CS: What gave you the idea to start a Greek yogurt company?
Ulukaya: When I moved to the U.S. from Turkey in 1995, I did not move here to make yogurt. I came from a family of farmers who made cheese and yogurt, but that was the furthest thing from my mind at that time. I came here for education, to learn English, to learn business.
My father visited me here in 1998. He talked the whole time about how mediocre the cheese is in America. He told me that I should make cheese, good cheese. That gave me an idea, but I blew it off. I would not move to America to do what my family did in Turkey, I thought.
CS: But you changed your mind, obviously.
Ulukaya: Yes. In 2002, I began making feta cheese. I supplied local New York speciality shops. A few years later, I heard that Kraft was selling that yogurt plant, which was 100-years old. I went over to take a look, with no ambitions of buying the place, but then I began to put together a vision.
I had always wanted to make yogurt and I had always thought the yogurt in America was, well, horrible. I thought if I could make something better, people would immediately take to it.
CS: There are parallels and advice that’s valid to anybody growing a business, yogurt, tech or otherwise. What are your main tenets to starting and growing something successfully?

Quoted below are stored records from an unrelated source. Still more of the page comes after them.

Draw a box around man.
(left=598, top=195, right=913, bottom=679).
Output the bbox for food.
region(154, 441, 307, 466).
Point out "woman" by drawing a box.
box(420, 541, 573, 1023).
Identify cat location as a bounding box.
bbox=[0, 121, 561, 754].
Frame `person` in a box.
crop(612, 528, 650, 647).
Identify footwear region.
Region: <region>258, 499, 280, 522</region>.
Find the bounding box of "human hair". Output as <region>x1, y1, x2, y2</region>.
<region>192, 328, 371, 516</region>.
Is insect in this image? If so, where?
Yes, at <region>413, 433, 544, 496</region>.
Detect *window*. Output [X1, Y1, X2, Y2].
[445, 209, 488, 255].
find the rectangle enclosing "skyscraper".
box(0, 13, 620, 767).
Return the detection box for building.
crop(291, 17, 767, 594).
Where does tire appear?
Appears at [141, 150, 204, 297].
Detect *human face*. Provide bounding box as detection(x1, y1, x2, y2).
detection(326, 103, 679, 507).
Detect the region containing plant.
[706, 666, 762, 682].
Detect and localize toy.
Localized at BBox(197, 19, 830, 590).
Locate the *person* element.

Ulukaya: There are five main things I focus on:
No. 1: Keep your product simple. Know what you do and do it better than anybody.
No. 2: Invest in your core. For us, that’s our yogurt plant. We have the biggest best plant in the U.S., maybe in the world. We’ve invested $220 million in taking that plant from a capacity of 50,000 cases to 1.4 million. It’s the backbone of what we do and we treat it that way.
No. 3: When you market your business, know that can fool almost nobody anymore. There is too much information available to anybody who wants it. Be real. People can tell—or easily find out—when you’re not.
No. 4: Focus on profit. I run my business like a mom and pop store. Cash is everything. Without it you can’t increase production and it’s hard to be innovative.
No. 5: Lead as an example. If you make yogurt, go to the plant. Work with your people; if you want people to work on Sunday, be there next to them.
Christopher Steiner is a co-founder at Aisle50, a Y Combinator company, and a former senior writer at Forbes magazine.